Reserve Bank Governor, Glenn Stevens yesterday appeared before a Senate Committee examining the Government’s stimulus package and told us little new that he hasn’t said publicly since his appearance before the House of Reps Economics Committee six weeks or so ago.
And yet media reports went the rate rise looms line and suggested (‘hinted" was a word used on ABC Radio), that the stimulus might be eased earlier.
Far from it, because there was no need to hint: he pointed out that the fiscal side of the stimulus was already being withdrawn.
To withdraw the monetary stimulus would mean putting rates up; he made sure everyone understood yesterday that rates will rise, when the bank sees the economy is ready.
But the fact that the RBA has been poised now for two months and it hasn’t pushed up rates should tell us something: rates are not going up yet, especially next week at the October board meeting.
But you have to wonder if anyone on the Senate Committee he was appearing before really understood what he was talking about.
Mr Stevens has tried hard to point out to anyone who will listen that rates will rise because the economy seems to be returning to normal levels of activity (but still slack in some areas) with demand and investment starting to rebuild as confidence re-emerges and expansion plans are dusted off.
He again reminded the committee that the economy has missed a nasty slump and rates need to rise to reflect the growth pressures re-emerging.
But some people want us to believe that the current near record lows for the RBA’s cash rate of 3% are somehow the ‘new normal’ of economic and monetary policy, instead of being abnormal because they were cut savagely to accommodate what looked to be a terrible fall in activity late last year and then in the early months of this year
But there was also a very clear message for the federal government from the Governor’s statement and answers and those on the committee might have more success in probing in this area.
The Governor explained, again for those on the committee unable to comprehend, that the fiscal stimulus (the cash payments) has peaked and is already winding down (and drops further from Thursday with the winding back of the first home buyers and first home owner builders grants).
"In due course, both fiscal and monetary support will need to be unwound as private demand increases. In the case of the fiscal measures, this was built into their design.
"The peak effect of these measures on the rate of growth of demand has probably already passed.

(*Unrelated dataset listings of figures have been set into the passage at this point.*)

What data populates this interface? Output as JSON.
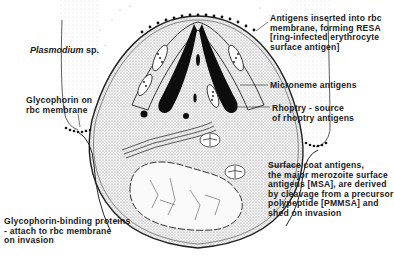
{
  "figure": {
    "organism": {
      "genus": "Plasmodium",
      "suffix": "sp."
    },
    "labels": {
      "resa": "Antigens inserted into rbc\nmembrane, forming RESA\n[ring-infected erythrocyte\nsurface antigen]",
      "microneme": "Microneme antigens",
      "rhoptry": "Rhoptry - source\nof rhoptry antigens",
      "surface_coat": "Surface coat antigens,\nthe major merozoite surface\nantigens [MSA], are derived\nby cleavage from a precursor\npolypeptide [PMMSA] and\nshed on invasion",
      "glycophorin": "Glycophorin on\nrbc membrane",
      "glycophorin_binding": "Glycophorin-binding proteins\n- attach to rbc membrane\non invasion"
    },
    "colors": {
      "ink": "#1a1a1a",
      "stipple": "#7a7a7a",
      "background": "#ffffff"
    }
  }
}
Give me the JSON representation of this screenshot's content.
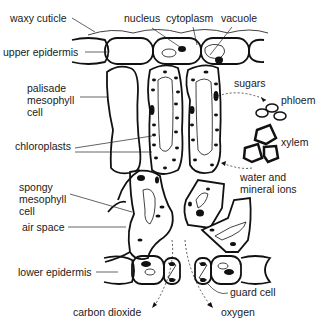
{
  "diagram": {
    "labels": {
      "waxy_cuticle": "waxy cuticle",
      "nucleus": "nucleus",
      "cytoplasm": "cytoplasm",
      "vacuole": "vacuole",
      "upper_epidermis": "upper epidermis",
      "palisade_mesophyll_cell": "palisade\nmesophyll\ncell",
      "chloroplasts": "chloroplasts",
      "sugars": "sugars",
      "phloem": "phloem",
      "xylem": "xylem",
      "water_and_mineral_ions": "water and\nmineral ions",
      "spongy_mesophyll_cell": "spongy\nmesophyll\ncell",
      "air_space": "air space",
      "lower_epidermis": "lower epidermis",
      "guard_cell": "guard cell",
      "carbon_dioxide": "carbon dioxide",
      "oxygen": "oxygen"
    },
    "colors": {
      "stroke": "#111111",
      "text": "#1a1a1a",
      "background": "#ffffff"
    }
  }
}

The extent of support will tend to tail off further over the next year.
"In the case of monetary policy, the Bank has already signalled that interest rates can be expected, at some point, to move off their current unusually low levels, as recovery proceeds.
"These adjustments back towards more normal settings for both types of macroeconomic policy are what should be expected during the recovery phase of a business cycle. Our most recently released set of forecasts assumes they occur.

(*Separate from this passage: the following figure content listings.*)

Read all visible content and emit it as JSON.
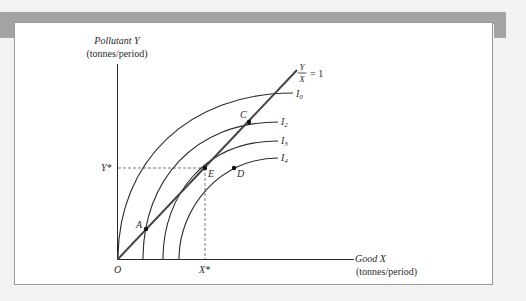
{
  "diagram": {
    "y_axis": {
      "title": "Pollutant Y",
      "units": "(tonnes/period)"
    },
    "x_axis": {
      "title": "Good X",
      "units": "(tonnes/period)"
    },
    "origin_label": "O",
    "ray": {
      "numerator": "Y",
      "denominator": "X",
      "equals": "= 1"
    },
    "curves": [
      {
        "label": "I",
        "subscript": "0"
      },
      {
        "label": "I",
        "subscript": "2"
      },
      {
        "label": "I",
        "subscript": "3"
      },
      {
        "label": "I",
        "subscript": "4"
      }
    ],
    "points": {
      "A": "A",
      "C": "C",
      "E": "E",
      "D": "D"
    },
    "reference": {
      "y_star": "Y*",
      "x_star": "X*"
    },
    "colors": {
      "line": "#2a2a2a",
      "ray": "#444444",
      "dashed": "#555555",
      "header_bar": "#a3a3a3",
      "panel_bg": "#ffffff",
      "page_bg": "#f2f2f2"
    }
  }
}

"Such an outcome would mean that fiscal and monetary policy would be acting broadly consistently, as they did when they were moved in the expansionary direction when the economy was slowing."
The important word here is "normal", or the phrase "normal settings". But, Mr Stevens reminded the Rudd Government of some unpleasant realities awaiting them in coming months; the need to cut spending and be controlled about what they do, and the need for some tough decision making, AKA "policy discipline".
The 2010 budget will be tough for one going into an election campaign.
"In both cases a degree of policy discipline will be needed. Policy frameworks will be valuable in enforcing that discipline," he said in his opening remarks.
"On the fiscal side, the forward estimates provide an indication of the restraint needed to move the budget back towards balance and eventual surplus over time, as required by the Government’s medium term fiscal commitment.
"On the monetary side, the inflation targeting framework the Reserve Bank has been following for a decade and a half will guide adjustments to interest rates.
These will be timely and ahead of a build-up of imbalances that would occur if interest rates were kept low for too long.
"These frameworks will, in other words, prompt the needed adjustments.
"It was the preparedness to make those adjustments in the past, guided by these very frameworks, that contained the build-up of imbalances in the upswing and which in turn earned us the scope to take bold measures to support demand when a recession loomed."
That means the central bank won’t hesitate to lift rates, as it didn’t in the 2007 federal election campaign, much to the continuing annoyance of the federal opposition.
It’s clear from these comments that the RBA won’t hesitate if it sees "a build up of imbalances".
This is not a matter of ‘leaning into the wind’ to try and prick asset bubbles before they develop, it simply means acting early to make sure that inflationary pressures do not erupt and strangle the economy.
Mr Stevens has already signalled that he and the bank are saying the housing sector for the first signs of bottlenecks, wage surges and asset price rises from too much demand chasing too few houses.
The Rudd Government has been warned.
Healthy economies see interest rates rising and the unhealthy economies like Europe’s Japan’s and America’s, see rates at 0% to 0.25% for an "exceptionally" long period of time, to quote the Fed chairman, Ben Bernanke because the economy is very, very weak.